MORE FROM FORBESHow Former NBA Star Al Harrington Is Building A $100 Million Team Of Black Cannabis Entrepreneurs

Part of his plan will include hiring formerly incarcerated people, convincing lawmakers to create better social equity programs, and mentor and fund Black and Brown entrepreneurs.

“We don’t just want our fair share; we want what’s rightfully ours,” says Combs. “I honestly think that because of the impact that [cannabis prohibition] has had on our communities, something more fair would be 70% to Black and Brown owners and 30% to everybody else.”

Combs Enterprises will operate a total of nine dispensaries, with locations in Manhattan, Brooklyn, and Chicago, and three cannabis cultivation and production facilities in Illinois, Massachusetts and New York. Legal cannabis sales in the U.S. are expected to hit $65 billion by 2030, according to Cowen.
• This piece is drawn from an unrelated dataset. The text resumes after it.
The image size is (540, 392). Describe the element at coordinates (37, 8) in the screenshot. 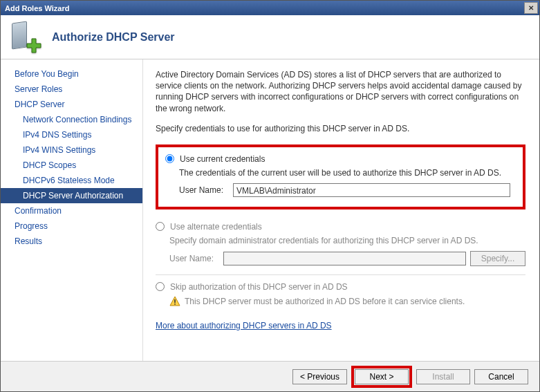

This marks Combs’ first investment in the marijuana industry, but he’s not the first hip-hop mogul who believes there’s money to be made in cannabis. Brooklyn-born billionaire Jay-Z has his own brand, Monogram, which he launched in 2020. He is also leading the company’s social justice program with a venture fund that has been seeded with $10 million. Bay Area rapper Berner cofounded one of the world’s biggest cannabis brands Cookies. Wiz Khalifa, Cypress Hill’s B Real and Method Man also have their own cannabis brands.

In March, Cresco announced that it had agreed to acquire Columbia Care for $2 billion. The assets to be purchased by Combs Enterprises are required divestitures for the acquisition agreement. Combs Enterprises will purchase the cannabis operations from both companies with $110 million in cash and $45 million in debt financing. Combs will own 100% of the equity at first but will eventually look for investors as he plans to expand the company, says Tarik Brooks, president of Combs Enterprises. (Brooks is also a board member at Cresco, however, the company said he recused himself from discussions related to the deal.)
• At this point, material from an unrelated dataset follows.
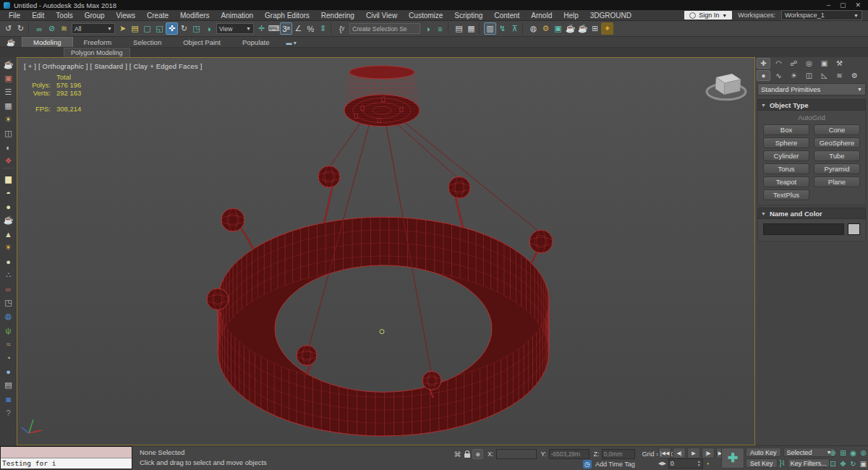 The height and width of the screenshot is (470, 868). Describe the element at coordinates (256, 42) in the screenshot. I see `tab-populate: Populate` at that location.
Brooks echoes the sentiment that investing in Black-owned companies is a major motivation. “Black entrepreneurs are the fastest growing group of entrepreneurs in the country, but have the toughest time accessing capital,” Brooks says. “The only way to develop a diverse ecosystem is to make sure people have the capital and resources they need to succeed. Otherwise, they're just set up to fail. It’s going be a big part of our mission to make the overall industry more diverse.”

Combs has been a serial entrepreneur for several decades. In the early 1990s, he started his music label, Bad Boy Records. One of his biggest stars was Christopher “The Notorious B.I.G.” Wallace (aka Biggie Smalls), the Brooklyn hip-hop artist known for hits like “Juicy.” Combs also started his own clothing company, Sean Jean in 1998, and five years later partnered with Diageo to launch his vodka brand, Ciroc. He recently launched a new R&B record label called Love and his own media company, Revolt.

MORE FROM FORBESHow The Cannabis Industry Can Begin Interstate Commerce- Legally

Combs sees the new cannabis venture as something bigger than nine dispensaries and three cultivation facilities. He wants to build it into a Black-owned cannabis conglomerate known for its suite of brands.

“My mission is to become the Diageo of cannabis,” says Combs, “where I'm able to give people of all colors and races an equal opportunity to be entrepreneurs in this space.”

Once the deal closes, Combs will have a dispensary on Court Street in Brooklyn, across the street from Kings County Supreme Court, and a few miles from where The Notorious B.I.G. lived in Fort Greene. When asked what Biggie, who was assassinated in 1997 during a drive-by shooting in Los Angeles, would think of the new venture, Combs paused for a moment.

“I won’t lie—this would probably be one of his proudest moments,” he says. “For it to be legalized now, I'm quite sure that he would be my partner in this business. We're going to make sure that New York is on fire—we will be number one in New York in honor of B.I.G.”